Principles of bonding mechanisms

Bonding is a mechanism that groups interfaces in layer 2 (on the Ethernet layer), while the whole group gets a single IP address. This mechanism can work in several common ways, including the following:

Redundant mode
Usually two interfaces: one for carrying the traffic, and one for backup. This is usually called Active-Backup mode.
Transmit and/or Receive load balancing
Receive and/or transmit load is distributed independently of the LAN switches to which they are connected.
802.3ad mode
Servers, and the switches they are connected to, must support the 802.3 standard. Load distribution is according to this standard.
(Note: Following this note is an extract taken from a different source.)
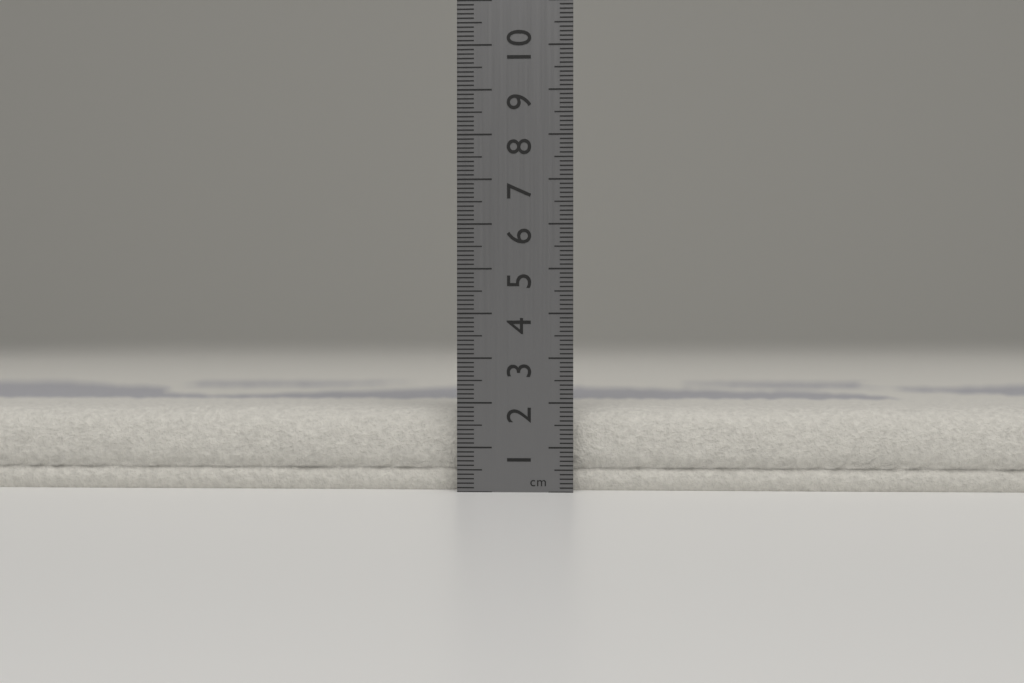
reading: 1.9 cm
The first two methods are topologies that are switchless, which means that the switch does not have to support any specific standard. In the last method, the switches in the topology must support the 802.3ad standard, or in some cases the Cisco Etherchannel implementation.

Redundant mode

In redundant mode, one of the adapters is active and one is passive. When the active adapter fails, the passive takes its place.

Note: This mode does not perform load balancing.
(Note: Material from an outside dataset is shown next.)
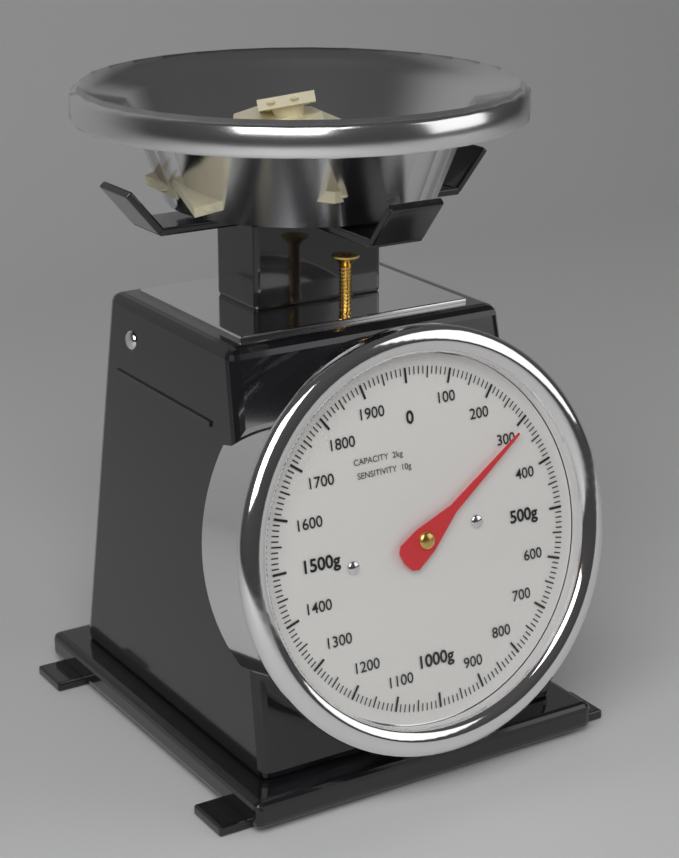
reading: 310 g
Transmit and receive load balancing

In transmit mode, the server adapter usually works in the following way:

802.3ad topologies

This standard does not mandate any particular distribution algorithm. However, no distribution algorithm shall cause the following:

The standard suggests, but does not mandate, that the algorithm can assign one or more conversations to the same port. However, it must not allocate some of the frames of a given conversation to one port and the remainder to different ports. The information used to assign conversations to ports can include any combination of the following:

The policy that determines how the bond distributes the frame across the ports is referred to as hash algorithm or hash policy. The hash policy specifies which parameters are used to decide how frames are distributed. For example, when a server exchanges information with several hosts on the same subnet, configuring a source/destination MAC hash usually gives a reasonable load distribution. On the other hand, load balancing is used over a router, a layer-3 hash does not help, because the server sees only one IP address (that of the router), and therefore all traffic is sent over the same interface. In this case, layer-4 hash must be used.